CIAUri GellerStanford Research Institute1973Faraday CageSCANATEPuthoffTargNature JournalDeclassified 2001Primary Source

In August 1973 the CIA brought Uri Geller to Stanford Research Institute in Menlo Park, California and ran formal controlled experiments inside an electrically shielded room. Geller correctly identified the face of a die shaken inside a sealed steel box eight times in a row. The two times he declined to answer, he said his perception was unclear. The calculated probability of eight correct answers by chance: one in a million. The experiments were conducted by physicists Harold Puthoff and Russell Targ under conditions designed to rule out all known sensory channels. The results were published in Nature in October 1974. Multiple CIA documents in the FOIA reading room document the experimental protocol, the session-by-session results, the drawings Geller produced from inside a shielded room, and the internal CIA debate about what the results established. The primary source record is here.

Full experimental record: session results, Geller drawings, CIA observer memos →

By August 1973 the CIA had been funding research into anomalous human perception at Stanford Research Institute for over a year. The program had begun in 1972 under the code name SCANATE, with physicists Harold Puthoff and Russell Targ testing whether individuals could acquire information about distant locations using only their minds. Pat Price, a former California police commissioner, had already produced descriptions of remote outdoor locations that Puthoff and Targ could not explain through conventional means.

Uri Geller presented a different kind of claim. Where remote viewing involved describing distant physical locations, Geller was known publicly as someone who could bend metal, stop watches, and perceive information through direct psychic means.

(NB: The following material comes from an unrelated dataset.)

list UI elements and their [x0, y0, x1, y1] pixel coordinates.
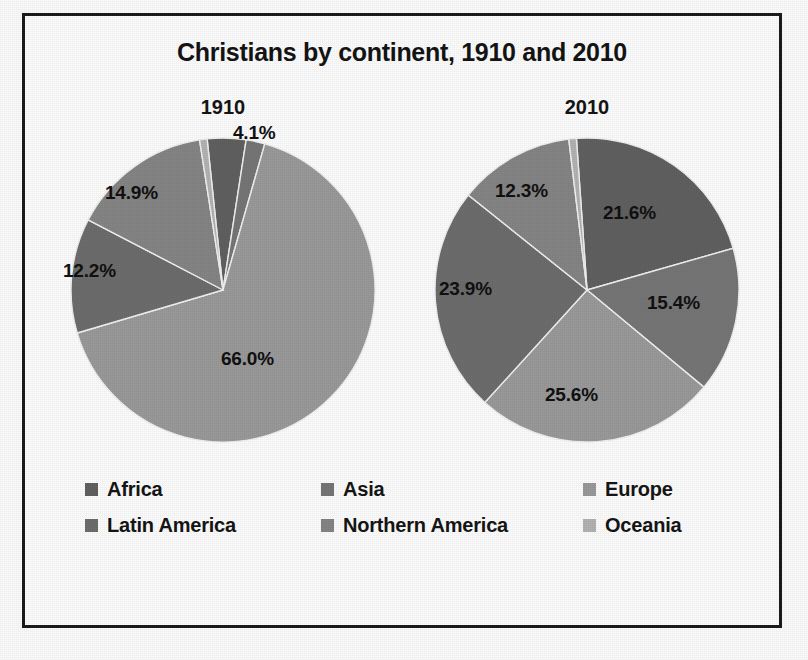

His claim was more specific and more testable than remote viewing. The CIA brought him to SRI to find out whether controlled experiments could either confirm or rule out a paranormal explanation for his reported abilities.

The experiments ran from August 4 to August 11, 1973. Puthoff and Targ designed the protocol specifically to eliminate known sensory channels. Geller was placed in an electrically shielded room. The targets were generated by methods he could not have known in advance. The experimenters themselves were blind to certain aspects of the targets during the sessions.

The die experiment was the most statistically clean result of the August sessions. A die was placed in a closed steel box. One of the experimenters shook the box vigorously. The position of the die was unknown to anyone in the room. Geller was asked to identify which face was uppermost.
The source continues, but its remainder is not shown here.